An effective performance evaluation framework is critical to show the value a marketing campaign delivered. What type of evaluation framework do you use when assessing marketing efforts? What metrics and KPIs will you expect entrants to provide in their submissions?
I want to see that teams measured what actually mattered to the business, not just what was easy to track. Strong submissions connect campaign activity to outcomes like acquisition, retention, market share, or revenue in the communities they were trying to reach. I also value leading indicators that show whether the work built something durable: brand consideration, sentiment shifts, engagement depth. Tell me what you set out to move, how you measured it, and what the results actually showed.
How have your expectations of great marketing evolved over the past few years, and how does that shape how you approach marketing?
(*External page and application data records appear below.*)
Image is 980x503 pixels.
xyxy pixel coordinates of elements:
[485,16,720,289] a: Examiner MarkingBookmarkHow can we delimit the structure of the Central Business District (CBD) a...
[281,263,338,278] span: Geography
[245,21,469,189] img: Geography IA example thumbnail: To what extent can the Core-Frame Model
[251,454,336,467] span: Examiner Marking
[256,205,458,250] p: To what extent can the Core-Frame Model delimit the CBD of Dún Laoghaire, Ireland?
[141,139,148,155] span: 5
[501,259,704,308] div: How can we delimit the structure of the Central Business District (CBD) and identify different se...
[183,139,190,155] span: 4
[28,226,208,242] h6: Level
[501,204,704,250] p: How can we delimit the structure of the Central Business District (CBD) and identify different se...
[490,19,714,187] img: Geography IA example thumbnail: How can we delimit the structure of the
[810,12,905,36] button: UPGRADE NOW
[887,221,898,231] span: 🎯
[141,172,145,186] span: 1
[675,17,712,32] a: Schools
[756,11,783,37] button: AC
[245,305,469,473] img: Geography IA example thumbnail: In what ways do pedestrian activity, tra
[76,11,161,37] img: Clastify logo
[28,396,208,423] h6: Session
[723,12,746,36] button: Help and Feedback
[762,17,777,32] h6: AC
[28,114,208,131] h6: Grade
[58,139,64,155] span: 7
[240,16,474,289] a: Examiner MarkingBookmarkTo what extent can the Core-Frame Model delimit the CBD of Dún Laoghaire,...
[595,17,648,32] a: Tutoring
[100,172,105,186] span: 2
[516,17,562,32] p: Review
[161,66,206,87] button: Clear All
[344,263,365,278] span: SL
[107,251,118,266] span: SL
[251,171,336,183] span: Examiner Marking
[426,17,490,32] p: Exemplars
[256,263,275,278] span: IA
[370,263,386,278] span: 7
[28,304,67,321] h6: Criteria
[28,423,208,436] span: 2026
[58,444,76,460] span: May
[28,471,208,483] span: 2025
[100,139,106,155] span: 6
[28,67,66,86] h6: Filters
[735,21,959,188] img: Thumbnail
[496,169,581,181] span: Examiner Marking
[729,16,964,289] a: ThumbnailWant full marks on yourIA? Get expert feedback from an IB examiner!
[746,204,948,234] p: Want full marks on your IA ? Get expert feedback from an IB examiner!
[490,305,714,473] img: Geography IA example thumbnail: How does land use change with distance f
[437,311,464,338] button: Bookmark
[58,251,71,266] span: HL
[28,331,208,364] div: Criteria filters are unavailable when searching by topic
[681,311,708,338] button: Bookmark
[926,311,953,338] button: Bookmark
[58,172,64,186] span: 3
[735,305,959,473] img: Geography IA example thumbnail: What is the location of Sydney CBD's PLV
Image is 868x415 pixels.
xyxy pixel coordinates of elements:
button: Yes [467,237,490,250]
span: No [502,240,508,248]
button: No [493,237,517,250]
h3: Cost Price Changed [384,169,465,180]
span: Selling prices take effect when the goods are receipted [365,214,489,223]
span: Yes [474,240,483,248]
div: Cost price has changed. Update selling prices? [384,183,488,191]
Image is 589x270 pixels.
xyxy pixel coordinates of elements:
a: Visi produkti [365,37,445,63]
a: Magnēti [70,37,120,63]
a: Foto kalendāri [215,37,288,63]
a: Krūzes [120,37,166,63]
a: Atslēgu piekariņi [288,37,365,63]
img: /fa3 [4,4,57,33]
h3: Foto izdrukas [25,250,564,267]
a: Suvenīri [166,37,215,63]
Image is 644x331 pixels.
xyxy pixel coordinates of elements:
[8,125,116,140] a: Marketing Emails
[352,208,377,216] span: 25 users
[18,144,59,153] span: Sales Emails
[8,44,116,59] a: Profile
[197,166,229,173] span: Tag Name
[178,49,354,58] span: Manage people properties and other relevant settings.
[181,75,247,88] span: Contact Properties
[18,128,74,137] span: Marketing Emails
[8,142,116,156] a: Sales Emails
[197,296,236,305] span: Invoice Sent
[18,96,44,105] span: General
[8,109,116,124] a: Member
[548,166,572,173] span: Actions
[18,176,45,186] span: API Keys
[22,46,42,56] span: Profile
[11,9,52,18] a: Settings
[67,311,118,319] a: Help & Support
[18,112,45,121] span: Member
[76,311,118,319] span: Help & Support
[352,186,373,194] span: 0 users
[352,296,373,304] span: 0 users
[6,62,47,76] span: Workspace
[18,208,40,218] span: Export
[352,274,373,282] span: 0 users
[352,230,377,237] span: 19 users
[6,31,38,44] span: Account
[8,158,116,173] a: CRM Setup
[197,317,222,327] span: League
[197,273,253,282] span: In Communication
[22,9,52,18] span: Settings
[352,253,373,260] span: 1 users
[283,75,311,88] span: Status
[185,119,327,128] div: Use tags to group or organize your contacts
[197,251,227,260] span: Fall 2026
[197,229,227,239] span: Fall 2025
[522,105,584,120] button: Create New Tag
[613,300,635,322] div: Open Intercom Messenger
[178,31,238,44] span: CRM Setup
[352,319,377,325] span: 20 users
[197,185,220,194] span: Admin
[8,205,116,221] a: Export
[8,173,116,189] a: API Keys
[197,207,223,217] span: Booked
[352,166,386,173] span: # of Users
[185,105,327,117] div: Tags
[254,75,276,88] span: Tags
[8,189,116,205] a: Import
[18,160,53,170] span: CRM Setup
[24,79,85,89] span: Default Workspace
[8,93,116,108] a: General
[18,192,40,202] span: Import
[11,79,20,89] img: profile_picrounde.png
Early in my career, great multicultural marketing was about visibility. Getting diverse audiences represented at all felt like progress, and it was. But expectations have rightfully moved far beyond that. Today I expect to see cultural intelligence woven into the strategy from the beginning, not layered on after the general market plan is set. I also expect accountability. The industry has made a lot of promises over the past several years, and the work that earns my respect now is the work that can show sustained investment and measurable impact, not just a moment.
Risk taking and effectiveness, sometimes friends, sometimes foes. How have you handled the balance in your marketing experience?
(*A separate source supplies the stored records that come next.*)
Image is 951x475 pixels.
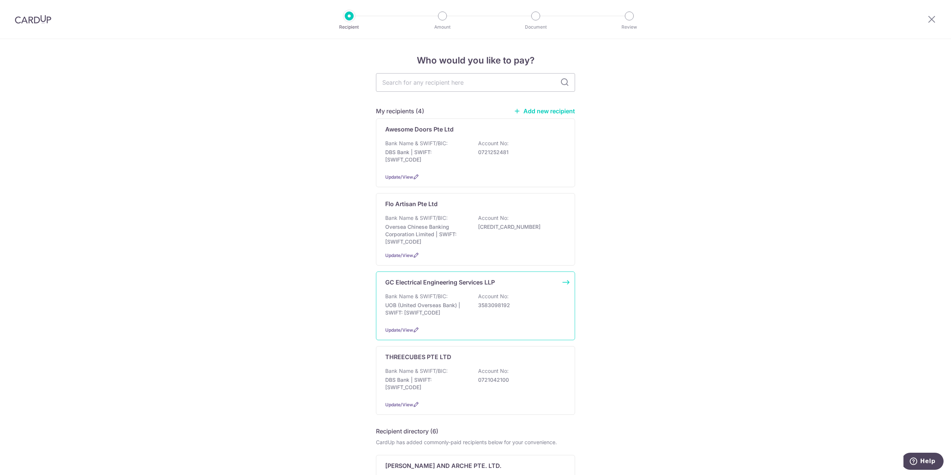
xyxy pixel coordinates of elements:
p: Account No: [478,214,509,222]
div: CardUp has added commonly-paid recipients below for your convenience. [376,439,575,446]
a: Update/View [385,253,413,258]
p: THREECUBES PTE LTD [385,353,452,362]
p: Flo Artisan Pte Ltd [385,200,438,209]
h5: Recipient directory (6) [376,427,439,436]
p: 0721252481 [478,149,562,156]
p: [PERSON_NAME] AND ARCHE PTE. LTD. [385,462,502,471]
h4: Who would you like to pay? [376,54,575,67]
p: Document [508,23,563,31]
a: Update/View [385,327,413,333]
p: 0721042100 [478,377,562,384]
p: Oversea Chinese Banking Corporation Limited | SWIFT: [SWIFT_CODE] [385,223,469,246]
p: Account No: [478,140,509,147]
p: Recipient [322,23,377,31]
input: Search for any recipient here [376,73,575,92]
p: UOB (United Overseas Bank) | SWIFT: [SWIFT_CODE] [385,302,469,317]
p: Account No: [478,293,509,300]
a: Update/View [385,174,413,180]
p: Bank Name & SWIFT/BIC: [385,368,448,375]
p: Amount [415,23,470,31]
iframe: Opens a widget where you can find more information [904,453,944,472]
h5: My recipients (4) [376,107,424,116]
img: CardUp [15,15,51,24]
p: Bank Name & SWIFT/BIC: [385,214,448,222]
p: Bank Name & SWIFT/BIC: [385,140,448,147]
p: Awesome Doors Pte Ltd [385,125,454,134]
p: Account No: [478,368,509,375]
p: GC Electrical Engineering Services LLP [385,278,495,287]
p: 3583098192 [478,302,562,309]
p: DBS Bank | SWIFT: [SWIFT_CODE] [385,149,469,164]
p: Review [602,23,657,31]
a: Add new recipient [514,107,575,115]
p: [CREDIT_CARD_NUMBER] [478,223,562,231]
a: Update/View [385,402,413,408]
p: DBS Bank | SWIFT: [SWIFT_CODE] [385,377,469,391]
p: Bank Name & SWIFT/BIC: [385,293,448,300]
The biggest risk in inclusive marketing is playing it safe. I have seen campaigns water down a cultural insight because someone in the approval chain was uncomfortable, and the result is work that connects with no one. At the same time, risk without strategy is just noise. The balance I have found is building trust with stakeholders before the creative gets bold. When leadership understands the audience and trusts the team's cultural expertise, they are more willing to support work that takes a real point of view. Bold work holds up when it is backed by preparation and conviction, not just instinct. The campaigns I am proudest of are the ones where the team held firm on the insight and let the data make the case afterward.
How do you balance creative ambition with commercial accountability in marketing?
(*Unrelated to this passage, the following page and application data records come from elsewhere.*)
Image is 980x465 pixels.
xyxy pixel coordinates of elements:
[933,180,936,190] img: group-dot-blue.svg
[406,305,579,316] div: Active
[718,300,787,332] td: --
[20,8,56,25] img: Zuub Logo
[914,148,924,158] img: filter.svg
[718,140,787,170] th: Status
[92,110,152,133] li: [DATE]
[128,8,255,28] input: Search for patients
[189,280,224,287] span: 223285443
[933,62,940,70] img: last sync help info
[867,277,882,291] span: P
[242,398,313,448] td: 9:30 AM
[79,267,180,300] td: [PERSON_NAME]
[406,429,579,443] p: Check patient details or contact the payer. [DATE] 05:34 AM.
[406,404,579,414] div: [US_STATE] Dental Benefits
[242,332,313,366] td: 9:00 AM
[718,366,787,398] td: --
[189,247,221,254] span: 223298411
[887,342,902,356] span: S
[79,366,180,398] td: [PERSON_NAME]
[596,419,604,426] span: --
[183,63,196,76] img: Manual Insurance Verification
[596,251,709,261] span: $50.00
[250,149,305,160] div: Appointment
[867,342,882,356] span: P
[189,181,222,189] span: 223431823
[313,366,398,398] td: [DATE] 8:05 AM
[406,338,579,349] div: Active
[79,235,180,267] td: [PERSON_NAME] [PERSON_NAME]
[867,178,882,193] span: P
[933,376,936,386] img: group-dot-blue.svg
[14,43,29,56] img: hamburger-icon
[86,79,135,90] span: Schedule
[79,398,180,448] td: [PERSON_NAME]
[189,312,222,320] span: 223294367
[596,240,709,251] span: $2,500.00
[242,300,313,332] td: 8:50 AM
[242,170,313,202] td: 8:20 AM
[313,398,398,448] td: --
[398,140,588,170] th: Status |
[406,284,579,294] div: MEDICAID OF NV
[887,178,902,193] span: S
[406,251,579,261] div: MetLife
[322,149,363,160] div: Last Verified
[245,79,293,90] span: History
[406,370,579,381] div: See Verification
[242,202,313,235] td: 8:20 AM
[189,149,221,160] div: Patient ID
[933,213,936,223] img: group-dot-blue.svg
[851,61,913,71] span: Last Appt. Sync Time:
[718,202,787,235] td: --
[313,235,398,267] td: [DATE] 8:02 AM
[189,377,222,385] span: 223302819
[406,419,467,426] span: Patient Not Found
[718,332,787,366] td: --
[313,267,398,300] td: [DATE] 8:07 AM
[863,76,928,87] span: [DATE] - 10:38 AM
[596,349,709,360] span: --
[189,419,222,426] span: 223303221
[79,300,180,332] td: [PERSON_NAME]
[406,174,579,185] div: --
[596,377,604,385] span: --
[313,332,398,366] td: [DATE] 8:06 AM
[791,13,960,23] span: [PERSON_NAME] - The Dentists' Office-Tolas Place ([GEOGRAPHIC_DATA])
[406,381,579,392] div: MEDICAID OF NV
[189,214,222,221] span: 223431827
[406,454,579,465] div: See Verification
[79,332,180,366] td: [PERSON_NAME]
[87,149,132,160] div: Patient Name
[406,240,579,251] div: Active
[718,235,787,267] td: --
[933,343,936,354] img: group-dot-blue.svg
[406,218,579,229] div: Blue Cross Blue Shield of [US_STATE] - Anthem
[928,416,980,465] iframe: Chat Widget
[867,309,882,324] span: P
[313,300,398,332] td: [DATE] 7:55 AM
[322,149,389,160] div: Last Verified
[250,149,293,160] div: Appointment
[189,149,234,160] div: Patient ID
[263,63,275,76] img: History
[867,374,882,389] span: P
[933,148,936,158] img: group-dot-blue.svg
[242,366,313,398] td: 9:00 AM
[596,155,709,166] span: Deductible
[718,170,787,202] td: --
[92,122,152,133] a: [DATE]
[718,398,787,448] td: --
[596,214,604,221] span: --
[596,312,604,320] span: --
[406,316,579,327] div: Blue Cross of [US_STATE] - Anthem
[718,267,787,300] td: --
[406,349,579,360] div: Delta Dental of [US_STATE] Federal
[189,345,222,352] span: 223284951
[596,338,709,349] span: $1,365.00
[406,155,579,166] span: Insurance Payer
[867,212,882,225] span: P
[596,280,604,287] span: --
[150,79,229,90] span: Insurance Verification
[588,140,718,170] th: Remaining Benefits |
They should not be in tension. The most ambitious creative work I have been part of was also the most commercially effective, because it was built on a real understanding of what the audience needed. Creative ambition without a business case is art. Commercial accountability without creative ambition is forgettable. The balance comes from starting with a clear business objective, grounding the creative in genuine cultural insight, and then giving the team room to execute with conviction. If you have to choose between being bold and being accountable, you probably have not done enough work on the strategy.
How do you cultivate great partnerships with your agency relations and align your goals with internal stakeholders?
The best agency partnerships I have had were built on honesty and shared ownership. That starts with being transparent about what you know and what you do not know, and giving your agency partners real access to the communities and stakeholders they need to understand. The teams that produce the best work are the ones where the client and agency built the brief together. Internally, the same principle applies. Aligning stakeholders early and making the business case in their language is what turns inclusive marketing from a departmental initiative into an organizational priority.
Get to know the 2026 Multicultural and Inclusive Marketing Excellence Awards Grand Jurors.